Pubdate: Sun, 03 Aug 2003
Source: Trenton Times, The (NJ)
Copyright: 2003 The Times
Contact:  http://www.njo.com/times/
Details: http://www.mapinc.org/media/458
Author: Phyllis Holly
Note: Phyllis Holly is a community activist.

TRENTON'S DRUG DEALING IN BLACK AND WHITE

Drug selling and buying has spread further than many people can see or
care to admit.

Drug use takes prisoners of all races, ages, income levels and
community status. Just because ones move to the suburbs doesn't mean
there aren't drugs.

People of every race come into the city to buy drugs and then take
them home to their suburban communities. This aspect of drug use often
goes unmentioned, because when you live in a nice community, it helps
to cover up many things. The truth is that at least half of the drugs
sold in the city go to people from the outside.

Lately, more and more white people from Pennsylvania communities are
coming to Trenton to buy drugs. During certain times of the day around
areas like Passaic Street that are close to the bridge that spans the
Delaware River, about one out of every five cars is driven by a white
person with a Pennsylvania license plate circling the block or stopped
with a drug dealer.

In the area of Martin Luther King Jr. Boulevard and Beakes Street,
during lunchtime many county and state workers from out of town pull
up to the corner and buy drugs like it's a drive-thru at a fast food
restaurant.

I often wonder if white people know that when they come into a black
community to buy drugs, they stand out like a neon orange sign. The
blacks sit on their porches saying things like "there goes another
one."

On the street, many drug dealers measure their status based on how
many sales they make to whites as well as by how many white officers
ride by and do nothing.

A sad thing is that because it is becoming so common, many innocent
whites are being stereotyped as drug buyers. Two of my white friends
from Pennsylvania have told me of two separate similar incidents that
happened to them in Trenton. They were sitting at traffic lights with
the car doors unlocked when a drug dealer jumped in their car and
assumed they wanted to buy drugs. They both said it almost gave them a
heart attack. Most importantly, it's good that neither one of them was
hurt.

Another friend told me he didn't realize how bad it was until I gave
him a ride to the train station. On the way, I pointed out the sales
to him. He admitted that he was so focused on how scary the blacks
standing on the corners looked that he never even noticed that they
were selling to whites. Reality hit him when I stopped and pulled over
to the side of the road to get something out of my pocketbook. We were
unaware of our surroundings when someone knocked on his side of the
window and tried to sell him drugs. It really did scare both of us.

Drugs are very powerful and dangerous. Getting involved in your
community helps you to be conscious of them and not think you're above
them. They are like a phantom in the night. If you don't pay
attention, they can creep up on you.

A black girlfriend of mine who lives in Princeton didn't know her
husband was on drugs until his dealer showed up at their door to
collect payment.

Living in a nice community sometimes makes a lot of things look better
or as though the drug traffic doesn't exist. But I often wonder who is
worse: the people who demean themselves when they come and buy drugs,
or the dealers who stand on the corner and demean their own community.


=== To do ===
Since only the total matters, count the lines of these entries containing the word "outline" and write that total alone.

+++ Data for processing +++

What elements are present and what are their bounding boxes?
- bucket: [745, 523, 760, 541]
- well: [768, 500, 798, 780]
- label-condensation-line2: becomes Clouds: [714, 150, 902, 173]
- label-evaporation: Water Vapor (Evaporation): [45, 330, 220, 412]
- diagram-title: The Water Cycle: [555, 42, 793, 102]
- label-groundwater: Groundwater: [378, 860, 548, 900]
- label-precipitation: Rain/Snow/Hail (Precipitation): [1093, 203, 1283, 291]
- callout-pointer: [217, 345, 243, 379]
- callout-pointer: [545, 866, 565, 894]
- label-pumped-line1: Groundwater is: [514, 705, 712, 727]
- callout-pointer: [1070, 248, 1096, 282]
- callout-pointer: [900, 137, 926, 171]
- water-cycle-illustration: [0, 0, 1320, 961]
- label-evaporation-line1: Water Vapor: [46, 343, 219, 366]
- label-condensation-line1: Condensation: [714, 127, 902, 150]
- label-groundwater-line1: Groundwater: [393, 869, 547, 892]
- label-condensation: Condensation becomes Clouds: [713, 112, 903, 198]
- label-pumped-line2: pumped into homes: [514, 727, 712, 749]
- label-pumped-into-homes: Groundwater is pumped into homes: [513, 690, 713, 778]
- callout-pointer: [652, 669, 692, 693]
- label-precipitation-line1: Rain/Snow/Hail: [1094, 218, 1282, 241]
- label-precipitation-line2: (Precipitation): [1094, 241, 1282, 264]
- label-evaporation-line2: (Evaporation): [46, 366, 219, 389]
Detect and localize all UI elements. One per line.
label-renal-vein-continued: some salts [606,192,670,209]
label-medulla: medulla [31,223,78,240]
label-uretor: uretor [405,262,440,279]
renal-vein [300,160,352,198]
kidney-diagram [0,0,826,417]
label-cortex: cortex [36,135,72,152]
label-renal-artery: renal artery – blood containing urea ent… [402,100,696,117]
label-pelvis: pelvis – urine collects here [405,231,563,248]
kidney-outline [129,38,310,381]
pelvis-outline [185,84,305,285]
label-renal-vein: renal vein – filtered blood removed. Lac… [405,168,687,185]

+++

=== Answer space ===
2